To get the benefit of Django 1.2's new CSRF protection, all POST forms will need a special token. Here is a quick command that runs through templates adding the token:

find . -type f -name "*.html" -exec sed -i \
's|\(<form[^>]*method="post"[^>]*>\)\({% csrf_token %}\)\?|\1{% csrf_token %}|g' \
{} \;

CSRF docs? TLDR

I recently ported my handful of sites to 1.2 and was irked by both the invasiveness of the changes required by the CSRF tools and all the seeming caveats in the docs. So here's the barebones what you need to do:

  1. any form that does a POST, make sure a {% csrf_token %} in there
  2. add 'django.middleware.csrf.CsrfViewMiddleware' to your middleware settings

Ignore Csrf

Maybe you don't want to deal with Csrf at all. Add the following middleware above (or before) your Csrf middleware:

class IgnoreCsrfMiddleware(object):
    def process_request(self, request):
        request.csrf_processing_done = True

Comments (2)

memo

This is quite handy :-)

June 17, 2010 at 4:04 a.m. ( )

Luke Plant

You forgot to mention that you also need to ensure that the template is rendered using RequestContext. There is a script in extras/ which might help with that.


• What is expected
Every line of the entries below that mentions "this" is to be copied out.

[Figure record listings]
○ ○ ○ ○

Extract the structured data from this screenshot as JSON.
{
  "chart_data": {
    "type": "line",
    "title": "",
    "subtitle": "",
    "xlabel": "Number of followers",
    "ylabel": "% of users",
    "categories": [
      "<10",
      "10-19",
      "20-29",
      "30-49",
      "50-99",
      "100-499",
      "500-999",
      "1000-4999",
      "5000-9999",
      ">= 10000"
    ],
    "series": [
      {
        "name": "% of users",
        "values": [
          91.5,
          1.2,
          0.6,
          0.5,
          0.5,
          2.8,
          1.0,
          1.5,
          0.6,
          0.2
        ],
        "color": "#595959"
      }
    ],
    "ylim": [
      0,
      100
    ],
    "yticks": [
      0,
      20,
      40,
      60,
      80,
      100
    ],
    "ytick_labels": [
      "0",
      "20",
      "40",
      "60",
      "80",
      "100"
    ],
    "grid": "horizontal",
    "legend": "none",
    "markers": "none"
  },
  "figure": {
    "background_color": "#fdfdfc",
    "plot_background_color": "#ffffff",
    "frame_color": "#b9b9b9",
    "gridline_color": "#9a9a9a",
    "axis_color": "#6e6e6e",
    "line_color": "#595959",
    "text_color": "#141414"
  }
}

○ ○ ○ ○

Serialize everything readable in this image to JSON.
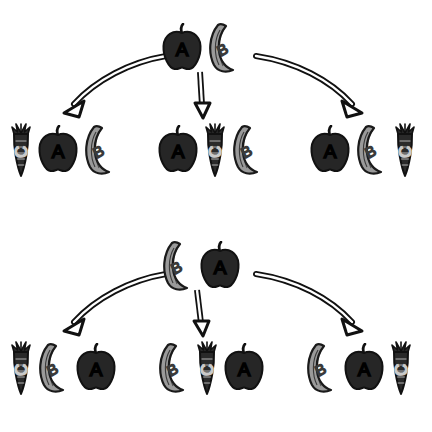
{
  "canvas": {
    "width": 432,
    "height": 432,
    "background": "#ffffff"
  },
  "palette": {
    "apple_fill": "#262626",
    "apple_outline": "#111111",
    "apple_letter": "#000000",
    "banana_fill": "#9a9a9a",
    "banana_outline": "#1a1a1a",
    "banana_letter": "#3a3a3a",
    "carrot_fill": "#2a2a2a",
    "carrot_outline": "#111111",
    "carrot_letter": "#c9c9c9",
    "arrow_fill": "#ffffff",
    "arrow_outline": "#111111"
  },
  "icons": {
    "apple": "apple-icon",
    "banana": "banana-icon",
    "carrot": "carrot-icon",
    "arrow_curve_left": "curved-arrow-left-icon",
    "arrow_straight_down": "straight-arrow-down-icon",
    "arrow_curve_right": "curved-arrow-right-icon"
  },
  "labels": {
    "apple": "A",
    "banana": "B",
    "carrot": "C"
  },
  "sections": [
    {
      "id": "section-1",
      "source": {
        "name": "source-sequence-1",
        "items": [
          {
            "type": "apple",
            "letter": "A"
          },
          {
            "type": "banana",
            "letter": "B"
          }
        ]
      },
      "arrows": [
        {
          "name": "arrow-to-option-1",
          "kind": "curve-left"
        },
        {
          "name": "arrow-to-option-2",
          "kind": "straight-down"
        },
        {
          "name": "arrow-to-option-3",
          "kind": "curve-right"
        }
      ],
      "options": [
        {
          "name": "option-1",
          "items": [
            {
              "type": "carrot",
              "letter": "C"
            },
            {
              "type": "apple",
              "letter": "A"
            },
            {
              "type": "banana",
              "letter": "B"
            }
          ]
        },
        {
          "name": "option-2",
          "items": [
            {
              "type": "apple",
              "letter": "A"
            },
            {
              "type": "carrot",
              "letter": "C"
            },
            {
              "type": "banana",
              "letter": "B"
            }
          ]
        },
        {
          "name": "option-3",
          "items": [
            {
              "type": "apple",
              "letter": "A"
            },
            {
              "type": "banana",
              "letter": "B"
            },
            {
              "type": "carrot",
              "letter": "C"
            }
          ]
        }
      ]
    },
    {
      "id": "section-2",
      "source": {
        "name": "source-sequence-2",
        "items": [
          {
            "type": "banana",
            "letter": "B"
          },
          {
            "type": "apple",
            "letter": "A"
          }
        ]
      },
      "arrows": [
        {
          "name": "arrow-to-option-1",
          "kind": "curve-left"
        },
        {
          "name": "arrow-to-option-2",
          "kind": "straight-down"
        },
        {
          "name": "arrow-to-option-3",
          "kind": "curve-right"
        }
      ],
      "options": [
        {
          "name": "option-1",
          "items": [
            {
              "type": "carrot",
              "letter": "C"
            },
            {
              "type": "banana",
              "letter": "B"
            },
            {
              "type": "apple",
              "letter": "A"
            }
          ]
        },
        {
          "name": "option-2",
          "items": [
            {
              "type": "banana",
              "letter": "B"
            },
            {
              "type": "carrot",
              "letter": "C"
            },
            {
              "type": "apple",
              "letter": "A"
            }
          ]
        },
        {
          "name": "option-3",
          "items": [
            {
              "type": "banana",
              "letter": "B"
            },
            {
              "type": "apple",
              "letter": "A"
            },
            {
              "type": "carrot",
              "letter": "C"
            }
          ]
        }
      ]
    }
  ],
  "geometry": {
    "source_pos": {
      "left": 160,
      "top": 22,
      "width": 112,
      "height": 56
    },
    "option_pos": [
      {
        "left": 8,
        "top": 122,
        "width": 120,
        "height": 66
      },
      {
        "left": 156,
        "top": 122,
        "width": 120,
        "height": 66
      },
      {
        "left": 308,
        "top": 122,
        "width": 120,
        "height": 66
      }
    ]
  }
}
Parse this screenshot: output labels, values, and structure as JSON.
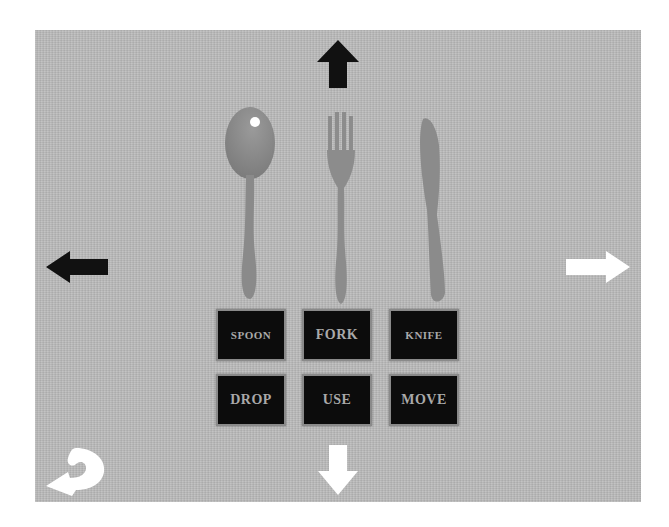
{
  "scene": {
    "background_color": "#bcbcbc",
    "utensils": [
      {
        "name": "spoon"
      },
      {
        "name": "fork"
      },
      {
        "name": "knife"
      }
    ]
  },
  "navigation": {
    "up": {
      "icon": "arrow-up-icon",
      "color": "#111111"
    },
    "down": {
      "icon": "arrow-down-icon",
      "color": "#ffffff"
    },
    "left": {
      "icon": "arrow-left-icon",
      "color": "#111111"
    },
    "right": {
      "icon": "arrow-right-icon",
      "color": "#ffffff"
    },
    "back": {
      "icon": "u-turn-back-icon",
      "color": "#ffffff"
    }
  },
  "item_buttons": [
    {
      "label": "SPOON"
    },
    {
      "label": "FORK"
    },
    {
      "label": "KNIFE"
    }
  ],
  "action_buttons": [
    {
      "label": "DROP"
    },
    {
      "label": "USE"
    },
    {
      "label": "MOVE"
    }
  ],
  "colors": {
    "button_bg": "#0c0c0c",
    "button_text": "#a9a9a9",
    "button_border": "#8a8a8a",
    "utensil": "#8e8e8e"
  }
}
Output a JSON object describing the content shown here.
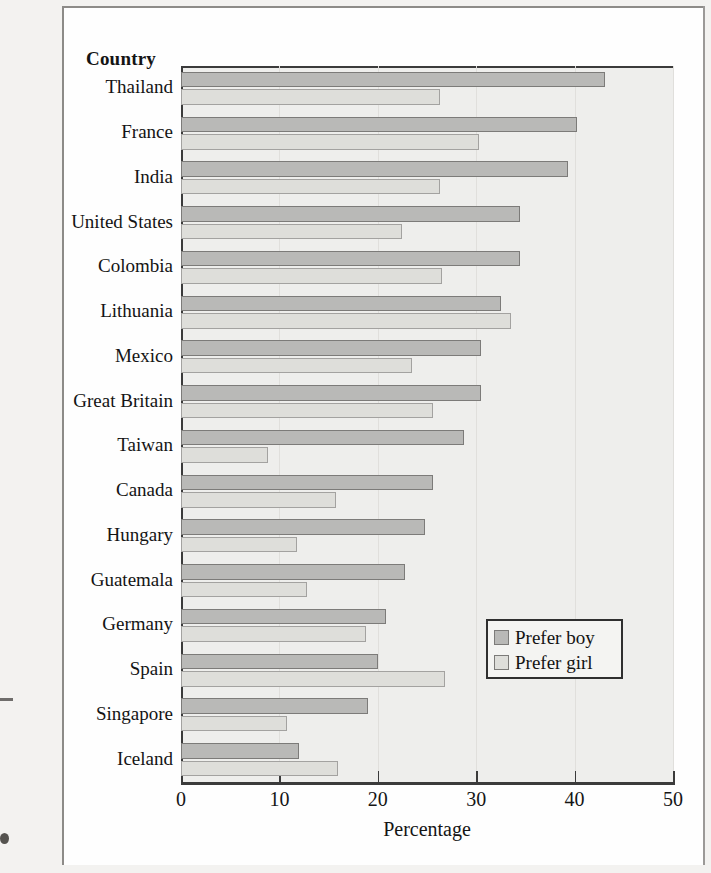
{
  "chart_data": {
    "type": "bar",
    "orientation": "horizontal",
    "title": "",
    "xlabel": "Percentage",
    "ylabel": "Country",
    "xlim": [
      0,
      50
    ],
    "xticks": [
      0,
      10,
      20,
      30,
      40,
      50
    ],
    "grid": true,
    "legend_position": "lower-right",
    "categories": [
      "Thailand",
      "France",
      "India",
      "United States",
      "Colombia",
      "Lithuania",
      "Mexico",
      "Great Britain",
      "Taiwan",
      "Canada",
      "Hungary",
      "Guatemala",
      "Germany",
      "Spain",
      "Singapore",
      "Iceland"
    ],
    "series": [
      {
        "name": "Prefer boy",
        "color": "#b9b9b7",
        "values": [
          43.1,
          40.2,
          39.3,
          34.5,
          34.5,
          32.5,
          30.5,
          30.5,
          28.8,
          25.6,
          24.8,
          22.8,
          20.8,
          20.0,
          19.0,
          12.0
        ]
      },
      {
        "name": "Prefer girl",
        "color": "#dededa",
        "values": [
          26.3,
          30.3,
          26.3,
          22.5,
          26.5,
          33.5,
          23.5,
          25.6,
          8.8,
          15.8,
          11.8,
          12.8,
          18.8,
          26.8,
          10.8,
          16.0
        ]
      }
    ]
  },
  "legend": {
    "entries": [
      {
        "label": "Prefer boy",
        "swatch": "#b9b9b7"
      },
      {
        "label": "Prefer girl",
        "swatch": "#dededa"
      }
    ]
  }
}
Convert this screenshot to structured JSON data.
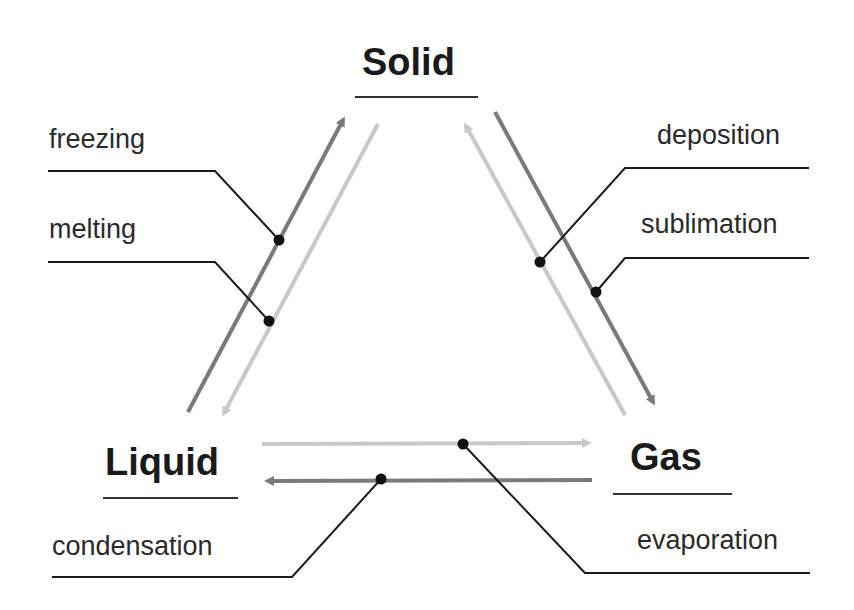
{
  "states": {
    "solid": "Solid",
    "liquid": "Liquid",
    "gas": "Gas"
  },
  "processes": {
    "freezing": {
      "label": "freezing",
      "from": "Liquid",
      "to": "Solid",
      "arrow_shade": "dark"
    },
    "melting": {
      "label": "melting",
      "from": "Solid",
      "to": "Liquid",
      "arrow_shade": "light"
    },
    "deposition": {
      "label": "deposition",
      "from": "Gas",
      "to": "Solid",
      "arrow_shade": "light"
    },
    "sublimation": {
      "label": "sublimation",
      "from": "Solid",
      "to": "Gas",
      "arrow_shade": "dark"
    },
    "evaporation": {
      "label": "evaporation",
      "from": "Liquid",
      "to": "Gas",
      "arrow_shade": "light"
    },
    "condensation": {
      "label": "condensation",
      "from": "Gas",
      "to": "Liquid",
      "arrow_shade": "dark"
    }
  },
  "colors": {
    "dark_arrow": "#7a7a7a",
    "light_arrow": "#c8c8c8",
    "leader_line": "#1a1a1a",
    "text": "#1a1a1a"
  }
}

○ ○ ○ ○

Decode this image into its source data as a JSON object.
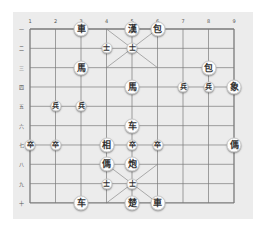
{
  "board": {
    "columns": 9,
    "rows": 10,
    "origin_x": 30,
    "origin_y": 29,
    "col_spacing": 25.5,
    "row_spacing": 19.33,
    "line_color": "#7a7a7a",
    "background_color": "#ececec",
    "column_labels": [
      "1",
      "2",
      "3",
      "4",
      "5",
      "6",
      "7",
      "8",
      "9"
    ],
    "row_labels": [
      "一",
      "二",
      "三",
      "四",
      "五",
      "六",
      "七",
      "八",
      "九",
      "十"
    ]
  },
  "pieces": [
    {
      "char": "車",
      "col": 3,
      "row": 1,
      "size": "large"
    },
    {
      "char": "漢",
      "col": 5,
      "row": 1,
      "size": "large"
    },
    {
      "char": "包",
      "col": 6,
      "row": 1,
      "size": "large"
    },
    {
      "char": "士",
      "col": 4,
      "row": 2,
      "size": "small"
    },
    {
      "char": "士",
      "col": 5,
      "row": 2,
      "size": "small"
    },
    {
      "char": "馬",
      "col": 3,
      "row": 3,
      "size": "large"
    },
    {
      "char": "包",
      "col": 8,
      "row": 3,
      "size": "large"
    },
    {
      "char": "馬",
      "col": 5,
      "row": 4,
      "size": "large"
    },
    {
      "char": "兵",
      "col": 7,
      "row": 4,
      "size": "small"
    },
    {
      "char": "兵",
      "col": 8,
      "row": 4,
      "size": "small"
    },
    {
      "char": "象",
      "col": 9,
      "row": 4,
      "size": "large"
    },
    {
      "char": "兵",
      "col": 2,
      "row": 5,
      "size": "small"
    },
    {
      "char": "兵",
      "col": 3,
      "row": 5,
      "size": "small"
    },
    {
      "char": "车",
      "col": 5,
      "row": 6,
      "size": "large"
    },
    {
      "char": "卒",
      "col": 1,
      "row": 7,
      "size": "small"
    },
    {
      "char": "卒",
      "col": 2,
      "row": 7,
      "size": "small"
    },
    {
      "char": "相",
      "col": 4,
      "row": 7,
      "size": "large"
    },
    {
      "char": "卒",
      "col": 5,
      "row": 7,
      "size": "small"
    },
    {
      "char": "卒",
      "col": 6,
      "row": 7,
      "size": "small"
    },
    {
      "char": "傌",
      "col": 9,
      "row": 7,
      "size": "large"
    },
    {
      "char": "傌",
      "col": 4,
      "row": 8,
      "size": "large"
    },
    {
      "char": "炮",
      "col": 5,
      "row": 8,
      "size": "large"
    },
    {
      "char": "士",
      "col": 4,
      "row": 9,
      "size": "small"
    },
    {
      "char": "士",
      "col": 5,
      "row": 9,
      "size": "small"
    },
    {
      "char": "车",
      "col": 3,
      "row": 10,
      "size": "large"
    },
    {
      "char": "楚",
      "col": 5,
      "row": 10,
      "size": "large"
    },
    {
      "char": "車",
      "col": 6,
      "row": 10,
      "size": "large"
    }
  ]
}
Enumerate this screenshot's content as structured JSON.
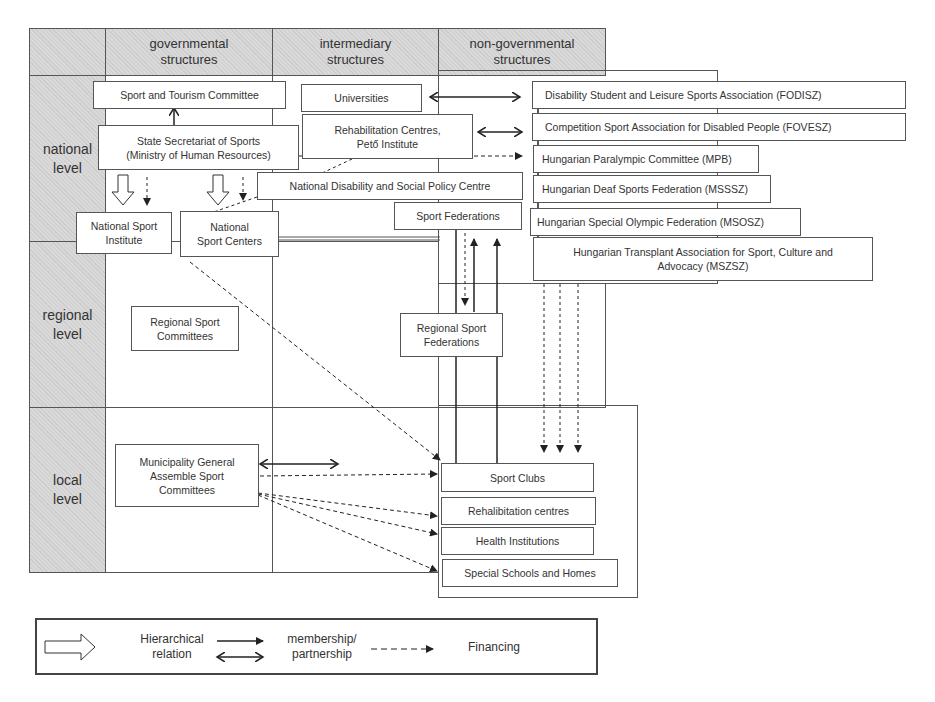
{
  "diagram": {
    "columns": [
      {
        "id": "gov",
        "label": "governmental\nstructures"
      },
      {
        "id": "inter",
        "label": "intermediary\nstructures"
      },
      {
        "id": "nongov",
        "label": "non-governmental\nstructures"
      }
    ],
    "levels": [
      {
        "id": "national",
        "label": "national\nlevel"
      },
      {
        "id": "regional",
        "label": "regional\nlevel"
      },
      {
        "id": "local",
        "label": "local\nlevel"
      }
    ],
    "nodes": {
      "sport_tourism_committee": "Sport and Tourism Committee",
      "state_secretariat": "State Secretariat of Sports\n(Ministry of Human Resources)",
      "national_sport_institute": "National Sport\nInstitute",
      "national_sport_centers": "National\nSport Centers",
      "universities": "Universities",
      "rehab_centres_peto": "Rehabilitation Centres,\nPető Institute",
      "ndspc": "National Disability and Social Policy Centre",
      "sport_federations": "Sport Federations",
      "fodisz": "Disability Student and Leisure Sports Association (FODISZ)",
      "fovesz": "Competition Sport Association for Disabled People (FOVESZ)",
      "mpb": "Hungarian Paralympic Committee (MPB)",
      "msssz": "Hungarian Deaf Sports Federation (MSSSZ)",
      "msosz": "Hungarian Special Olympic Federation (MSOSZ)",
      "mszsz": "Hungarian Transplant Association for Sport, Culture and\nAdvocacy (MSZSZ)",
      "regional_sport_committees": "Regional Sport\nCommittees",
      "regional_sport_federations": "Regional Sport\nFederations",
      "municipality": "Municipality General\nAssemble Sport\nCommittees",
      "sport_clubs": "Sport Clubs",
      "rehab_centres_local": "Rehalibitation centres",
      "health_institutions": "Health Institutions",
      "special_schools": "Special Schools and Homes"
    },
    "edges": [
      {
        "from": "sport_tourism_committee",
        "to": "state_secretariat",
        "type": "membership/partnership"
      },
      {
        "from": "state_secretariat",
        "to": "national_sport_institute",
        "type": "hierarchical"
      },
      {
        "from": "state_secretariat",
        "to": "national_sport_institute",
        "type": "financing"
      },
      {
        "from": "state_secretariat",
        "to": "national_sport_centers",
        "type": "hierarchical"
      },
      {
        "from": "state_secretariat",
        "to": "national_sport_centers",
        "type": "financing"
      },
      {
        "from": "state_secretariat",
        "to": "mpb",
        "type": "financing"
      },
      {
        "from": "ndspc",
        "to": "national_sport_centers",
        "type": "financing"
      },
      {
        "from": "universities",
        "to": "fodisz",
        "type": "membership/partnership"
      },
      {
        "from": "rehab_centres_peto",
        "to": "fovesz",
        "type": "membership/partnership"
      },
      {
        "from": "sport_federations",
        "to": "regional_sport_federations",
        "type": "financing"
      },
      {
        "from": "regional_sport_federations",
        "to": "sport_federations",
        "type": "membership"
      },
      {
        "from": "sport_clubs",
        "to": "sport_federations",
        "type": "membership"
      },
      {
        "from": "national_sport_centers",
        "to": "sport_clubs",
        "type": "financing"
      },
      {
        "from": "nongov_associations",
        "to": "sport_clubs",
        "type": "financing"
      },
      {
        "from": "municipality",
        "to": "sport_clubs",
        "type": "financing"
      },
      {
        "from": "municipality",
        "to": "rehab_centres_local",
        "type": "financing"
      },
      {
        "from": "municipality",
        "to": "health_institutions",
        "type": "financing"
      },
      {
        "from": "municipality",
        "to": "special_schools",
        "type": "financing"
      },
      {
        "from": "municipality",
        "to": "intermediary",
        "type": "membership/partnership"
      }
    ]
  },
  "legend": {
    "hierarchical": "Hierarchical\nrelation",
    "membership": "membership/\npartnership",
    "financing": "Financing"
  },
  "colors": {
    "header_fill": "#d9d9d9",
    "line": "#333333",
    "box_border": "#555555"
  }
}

○ ○ ○ ○

• Written response
Extract the structured data from this screenshot as JSON.
Serialize everything readable in this image to JSON.
Parse this screenshot: output labels, values, and structure as JSON.
Convert this screenshot to structured JSON data.
Decode this image into its source data as a JSON object.
Enumerate this screenshot's content as structured JSON.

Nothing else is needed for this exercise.